I like to think she's out there, happy, remembering me in the same bittersweet way.

“You can have more than one best friend at a time,” I said.

“No, you can't.”

“Why not?”

“Because best means
best.”

I thought about that. “What about close?” I asked.

“You can have more than one
close
friend at a time, can't you?”

Rachel thought that over. “I guess so.”

“And close is as good as best!”

“I don't necessarily agree,” Rachel said.

“But it's better to be friends than not to be friends…you agree with that, right?”

“Well, yes,” Rachel said, “if you're talking about true friends.”

Judy Blume,
Just As Long As We're Together
(Bantam Doubleday Dell, 1987), pp. 293–294.

Megan Crane
is grateful to her best friends, all of whom suffered through her teens and twenties with her and still helped inspire her to write
English as a Second Language, Everyone Else's Girl,
and
Frenemies.
Why they allowed her to sport that atrocious haircut remains a mystery.

Cry, Linda, Cry

Meg Cabot

She had big brown eyes,
an elfin smile, soft, curly brown hair, and go-go boots…the kind of boots Julie on
Mod Squad
wore. The kind of boots none of our mothers would get for us, no matter how much we pleaded, because they were too expensive and too grown up for us. Even her T-shirt was new and different—
TNT,
it read across the budding mounds of what were destined (possibly at any moment) to become actual boobs:
Talent, Not Talk.

Her name was as exotic as the place from which she'd moved—Shoshona. And she'd transferred into Mrs. Hunter's fourth-grade class at Elm Heights Elementary School in Bloomington, Indiana, all the way from Canada.
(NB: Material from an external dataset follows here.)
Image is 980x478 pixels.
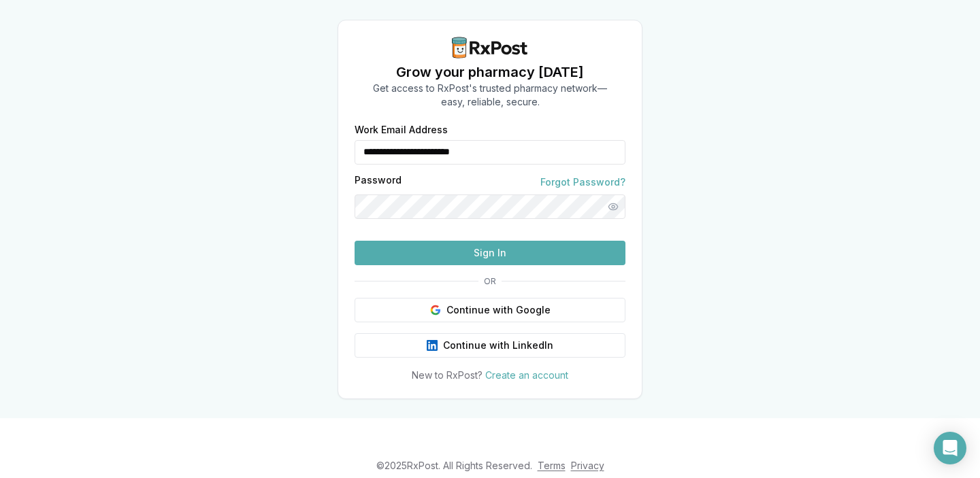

And she was about to make my existence a living hell.

I didn't know it, of course. And if someone had told me, I wouldn't have believed it. Everyone knew that bullies didn't come in four-foot, sixty-pound packages, with brand-new solid gold post earrings and Goody barrettes.

Everyone, that is, except for Judy Blume.

Too often in books, schools are depicted as nurturing, caring environments where bullies either don't exist, or on the rare occasions when they do crop up, they come from troubled homes. They're “victims,” just like the children they've terrorized. Eventually, when the child the bully has been tormenting comes to understand that her bully doesn't have a daddy or lives in a trailer park instead of middle-class suburbia, she forgives and even eventually befriends the bully, and everyone gets along.

Yeah. Right.

Judy Blume is careful not to give
Blubber
that kind of
After-School Special
ending. True to life, the victim and the bully in
Blubber
do
not
become friends, the bully is never even punished for her crimes, nor is there any obvious lesson learned. While the protagonist, through becoming a target of bullying herself, comes to understand that by tolerating the bullying of others, she did something wrong, this is portrayed subtly, so subtly that the careless—or youthful—reader might miss it entirely.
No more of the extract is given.